John: Well, both of them were friends of mine. After I graduated from Marymount, the same teacher who sent me out to Disney said, “What are you going to do now?”. I said, “Well, I think I’ll go back to acting”. She said, “Why don’t you go to graduate school? Go to NYU”, and so, through her encouragement, I went to NYU. It was at that time that I really decided to devote myself to animation. I also went to the School Of Visual Arts for evening courses while I was going full-time to NYU. At SVA, I took a course in animation, and I started to use friends’ voices for the characters. One of them was an actress friend of mine, and she seemed very interesting in terms of her struggles as an actress, and so I asked her if I could ask her questions and tape-record them. With that, I made the nine-minute Confessions Of A Stardreamer in 1978. It was the same thing with the comic I interviewed for …Stand-Up. He was a person who played in Las Vegas, and I knew him because he did voice-over for one of the animated films that I did, and so I used his story as a basis. Out of an hour’s worth of interviews that I did with these couple of people, I culled about nine minutes each, and then commented on what they said in my animation.
Johnny: Okay. You did animation sequences for The World According To Garp. Even though they were during the segments of Garp as a child, did you have any interaction with Robin Williams, who was a tremendous animation fan?
John: No, I didn’t. I did see Robin when I was on set once or twice. The producer asked me to come on set to watch the filming of the particular sequences containing my animation when Garp was a very young child. I do recall seeing Robin Williams at the Astoria Studios one day, just sort of off in the distance sitting there, I guess going over his lines or whatever. I did watch very closely, right next to the camera, as Glenn Close was doing some of her first scenes in the film. Also, all the drawings surrounding the kid on the floor are mine. They were all designs that I drew. By the time the Garp film came around, I’d had a lot of experience doing Sesame Street and The Electric Company and stuff like that for other producers and directors. I formed my own production company, John Canemaker Productions Inc. in 1981, when I got The World According To Garp, and from that time on, I produced my own films for CBS, PBS, HBO and other companies, basically dealing with serious subject matter, such as child abuse, cancer, teen suicide, and kid’s awareness of nuclear war, which were topics unusual for animation, and were often part of documentary films.

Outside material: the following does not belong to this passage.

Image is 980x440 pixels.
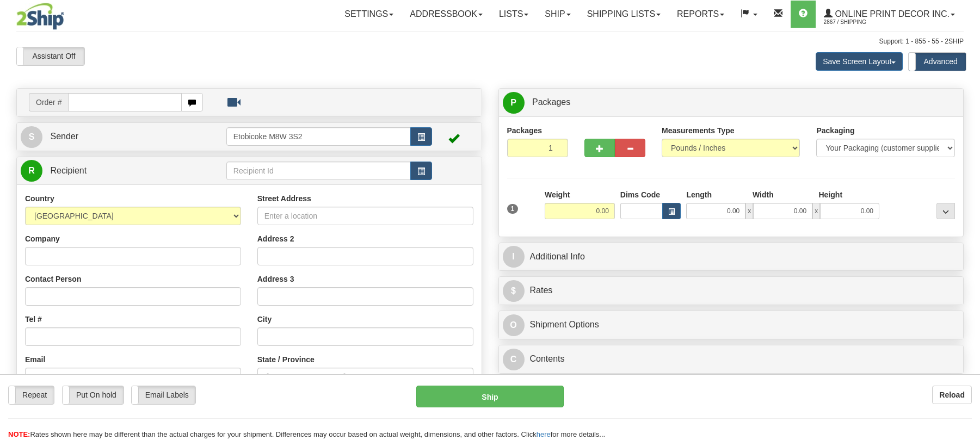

Johnny: Okay. While I’d heard your name for years, my first exposure to your animation work came when I saw the short Bottom’s Dream on Classic Arts Showcase one evening. It was a very interesting short that, even though it was based around classic literature and classical music, had almost a psychedelic feel to it. What was your favorite part of working on that short?
John: Well, I loved the music. The Scherzo by Mendelssohn was the thing that inspired the film. I enjoyed every part of it. I enjoyed the eclectic quality. My style is to sort of go with the concept art. Instead of being finished art, for the most part, I liked the feeling and emotion one can get into the conceptual artwork. That film was full of different scenes that changed constantly. I became friends with Frank Thomas and Ollie Johnston, two of the great Disney animators, and they would comment on the films when I sent them. I would finish them and send them out to California, and they’d screen them and critique them in a tough-love way. Frank Thomas liked Bottom’s Dream very much, but he said “Some of the scenes were so interesting to look at, I wish they’d been on the screen longer than one scene”. (Laughing) I enjoyed doing the whole thing.
https://www.youtube.com/watch?v=KlR1T3phrrA
Johnny: Okay. You did some work for HBO in the 80s, ranging from concert specials for Pat Benatar and the Catch A Rising Star performance venue to episodes of Braingames and the documentary You Don’t Have To Die. If they were to ask you to do some animation for a current HBO program, like Game Of Thrones or Veep, would you accept the offer?
John: Well, I would consider it, certainly. I mean, I’d have to know what they wanted, and what the job would be, and what the conditions would be. I’d be open to it, but I couldn’t say that I would readily accept it.
Johnny: Okay. You did some animation for Season 1 of Pee-Wee’s Playhouse. How did you get involved with that show?
John: Well, again, it was a job that many animators were vying for in New York at that time. I was one of several. As you know, the series had a great, eclectic quality to the different types of animation that they used in the show. There was stop-motion and traditional animation, as well as experimental approaches. I focused on the “Magic Screen” animation. That was basically mine, and I only worked on the first year of the series, because it moved out to California.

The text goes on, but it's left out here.